Review:
In 1980, Zimbabwe was the great hope of Africa, a place where blacks were supposed to realize their postcolonial destinies under the enlightened leadership of Robert Mugabe. But now the country formerly known as Rhodesia is an international basket case with a wrecked economy and a dim future. In this disturbing book by Martin Meredith, a British journalist with extensive experience in southern Africa, Mugabe transforms into a villain. "Year by year, he acquired ever greater power, ruling the country through a vast system of patronage, favoring loyal aides and cronies with government positions and contracts and ignoring the spreading blight of corruption," writes Meredith. "Power for Mugabe was not a means to an end, but the end itself." His reign has been so wretched, in fact, that some of the most sympathetic people in Our Votes, Our Guns are the white farmers who once supported apartheid-style rule but decided not to flee when Mugabe came to power. They were promised multiracial harmony; what they got instead was a racist dictator who thought nothing of using violence against them.
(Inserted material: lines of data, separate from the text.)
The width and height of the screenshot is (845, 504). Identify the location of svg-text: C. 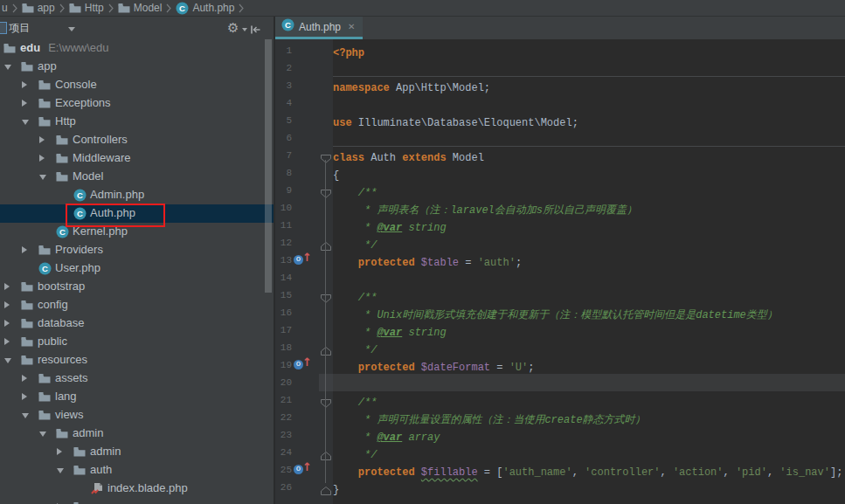
(80, 196).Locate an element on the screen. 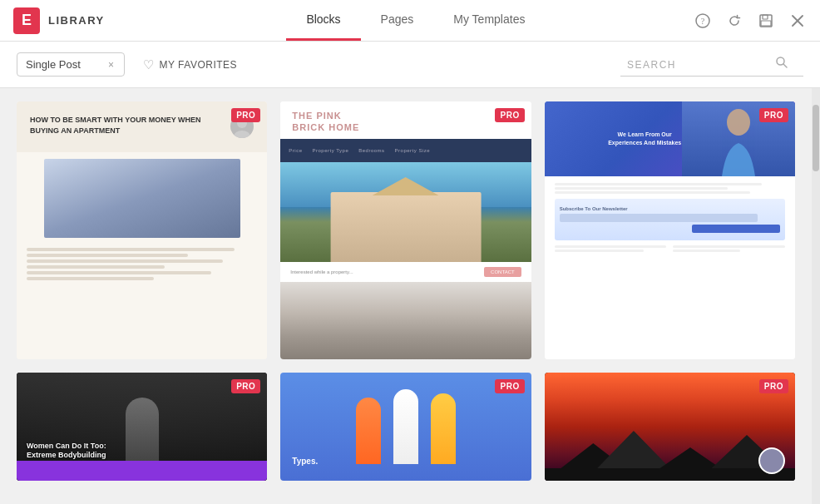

Admirers of Philip Gourevitch--or, indeed, anyone with an interest in African politics--will appreciate Meredith's depressing but important story. --John Miller
About the Author:
Martin Meredith has spent much of his life writing about Africa: first as a foreign correspondent for the London Observer and Sunday Times, then as a research fellow at St. Antony's College, Oxford, and now as an independent author and commentator. He is the author of In the Name of Apartheid: South Africa's New Era, The Past is Another Country, The First Dance of Freedom, Nelson Mandela, Coming to Terms: South Africa's Search for Truth, and Africa's Elephant.